Rosa Parks Trivia Questions
Who was Rosa Parks?
A: Rosa Louise McCauley Parks was an American activist in the civil rights
movement.
She was best known for her pivotal role in what?
A: The Montgomery bus boycott.
The United States Congress has honored her as what?
A: "The first lady of civil rights" and "the mother of the freedom
movement"
What did Parks do on December 1, 1955, in Montgomery,
Alabama?
A: Parks rejected bus driver James F. Blake's order to vacate a row of four
seats in the "colored" section in favor of a White passenger, once the
"White" section was filled.
Parks was not the first person to resist bus
segregation, but the National Association for the Advancement of Colored
People (NAACP) believed what?
A: That she was the best candidate for seeing through a court challenge
after her arrest for civil disobedience in violating Alabama segregation
laws.
She helped inspire the Black community to boycott what
for over a year?
A: The Montgomery buses.
The case became bogged down in the state courts, but
the federal Montgomery bus lawsuit Browder v. Gayle resulted in what?
A: A November 1956 decision that bus segregation is unconstitutional under
the Equal Protection Clause of the 14th Amendment to the U.S. Constitution.
Parks’ act of defiance and the Montgomery bus boycott
became important what?
A: Symbols of the movement.
She became an international icon of resistance to what?
A: Racial segregation.
She organized and collaborated with civil rights
leaders, including whom?
A: Edgar Nixon and Martin Luther King Jr.
At the time, Parks was employed as a what?
She had recently attended the Highlander Folk School, a
Tennessee center for what?
A: For training activists for workers' rights and racial equality.
Where did she move to shortly after the boycott?
A: She moved to Detroit, where she briefly found similar work.
From 1965 to 1988, she served as what?
A: Secretary and receptionist to John Conyers, an African American US
Representative.
She was also active in the Black Power movement and the
support of what?
A: Political prisoners in the US.
After retirement, Parks wrote what?
A: Her autobiography.
Parks received national recognition, including what?
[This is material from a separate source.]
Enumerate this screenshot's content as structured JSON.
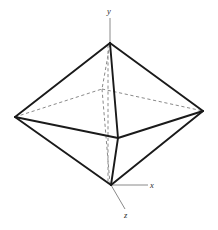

A: The NAACP's 1979 Spingarn Medal, the Presidential Medal of Freedom, the
Congressional Gold Medal, and a posthumous statue in the United States
Capitol's National Statuary Hall.
Upon her death in 2005, she was the first woman to lie
in honor in what?
A: The Capitol Rotunda.
When does California and Missouri commemorate Rosa
Parks Day?
A: On her birthday, February 4.
Oregon, and Texas commemorate the anniversary of what?
A: Her arrest, December 1.
When was Rosa Parks born?
A: In Tuskegee, Alabama.
When was Rosa Louise McCauley born?
A: On February 4, 1913, to Leona, a teacher, and James McCauley, a
carpenter.
McCauley attended rural schools until what age?
A: Eleven.
Before that what did her mother teach her?
A: "A good deal about sewing".
She started piecing quilts from around what age?
A: The age of six, as her mother and grandmother were making quilts.